ALMA Telescope Discovers Oldest Spiral Morphology Galaxy Dating Back 12.4 Billion Years

Spiral galaxies are significant on Earth. Our solar system is located in one of the Milky Way's spiral arms. It's time to get home. The Atacama Large Millimeter/submillimeter Array, or ALMA telescope in Chile, has added a new chapter to the history of spiral galaxies.

Significance of Spiral Morphology

BRI 1335-0417, a galaxy that dates back 12.4 billion years, was studied by ALMA. This makes it "the most ancient galaxy of its kind ever observed." at just 1.4 billion years after the Big Bang.

Office Access Government said our own galaxy, the Milky Way, has a spiral shape as well. This means that in the middle, known as the 'bulge,' there is a circle of stars, while the two arms are a scattering of other stars and planets.

"I was excited because I had never seen such clear evidence of a rotating disk, spiral structure, and centralized mass structure in a distant galaxy in any previous literature," said Takafumi Tsukui, lead author of a paper on the galaxy published in the journal Science last week, in an ALMA statement.

Spiral galaxies are very widespread in the universe today, but as scholars reach further farther in time, they've seen proportionally less of them. This raises an important question: when did spiral galaxies first appear? BRI 1335-0417 contributes to the solution, but it raises further questions about how it acquired its distinctive spiral shape so long ago.

Our own Milky Way didn't begin with the pinwheel formation we see today. According to NASA, scientists used Hubble Space Telescope evidence to conclude that the Milky Way started off as a "faint, blue, low-mass object containing lots of gas." The spiral arms' past is still being researched.


'Clear Evidence' for the First Time, Ever

Since it's difficult to study our own galaxy when we're in the middle of it, we can learn about our own history by looking at other galaxies.

According to the researchers, a galactic collision with another, the smaller galaxy may have given galaxy BRI 1335-0417 a head start on its spiral arms.

Satoru Iguchi, a researcher at SOKENDAI and the National Astronomical Observatory of Japan, said our Solar System is located in one of the spiral arms of the Milky Way.

"Tracing the roots of spiral structure will provide us with clues as to the environment in which the solar system was born," Iguchi said per the National Astronomical Observatory of Japan. "I hope that this research will further advance our understanding of the formation history of galaxies."

BRI 1335-0417 has a combined mass of stars and interstellar matter that is approximately equal to that of the Milky Way.

Despite its small size, the researchers concluded per Live Science that it contains the same mass as the Milky Way and that its spiral arms were likely hotspots for star formation. According to the researchers, the galaxy's density could be due to a violent merger between two smaller galaxies.

Experts published the study, titled "Spiral Morphology in an Intensely Star-Forming Disk Galaxy More Than 12 Billion Years Ago," in the journal Science.

Check out more news and information on Space on Science Times.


* EXERCISE GOAL
All of the data should be given again word for word, though the images are to be left out.

(Entries from a dataset of interfaces)
※
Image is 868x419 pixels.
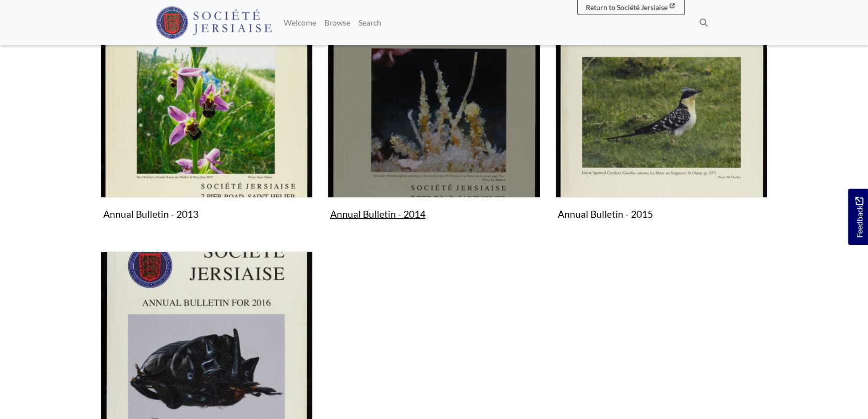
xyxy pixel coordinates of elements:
a: Browse [320,13,354,33]
span: Feedback [853,197,865,237]
a: Welcome [280,13,320,33]
a: Société Jersiaise logo [156,4,272,41]
span: Return to Société Jersiaise [586,3,667,11]
a: Search [354,13,385,33]
img: Société Jersiaise [156,7,272,39]
a: Would you like to provide feedback? [848,189,868,245]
※
* RESULT
Image is 868x419 pixels.
xyxy pixel coordinates of elements:
a: Browse [320,13,354,33]
span: Feedback [853,197,865,237]
a: Welcome [280,13,320,33]
a: Société Jersiaise logo [156,4,272,41]
span: Return to Société Jersiaise [586,3,667,11]
a: Search [354,13,385,33]
img: Société Jersiaise [156,7,272,39]
a: Would you like to provide feedback? [848,189,868,245]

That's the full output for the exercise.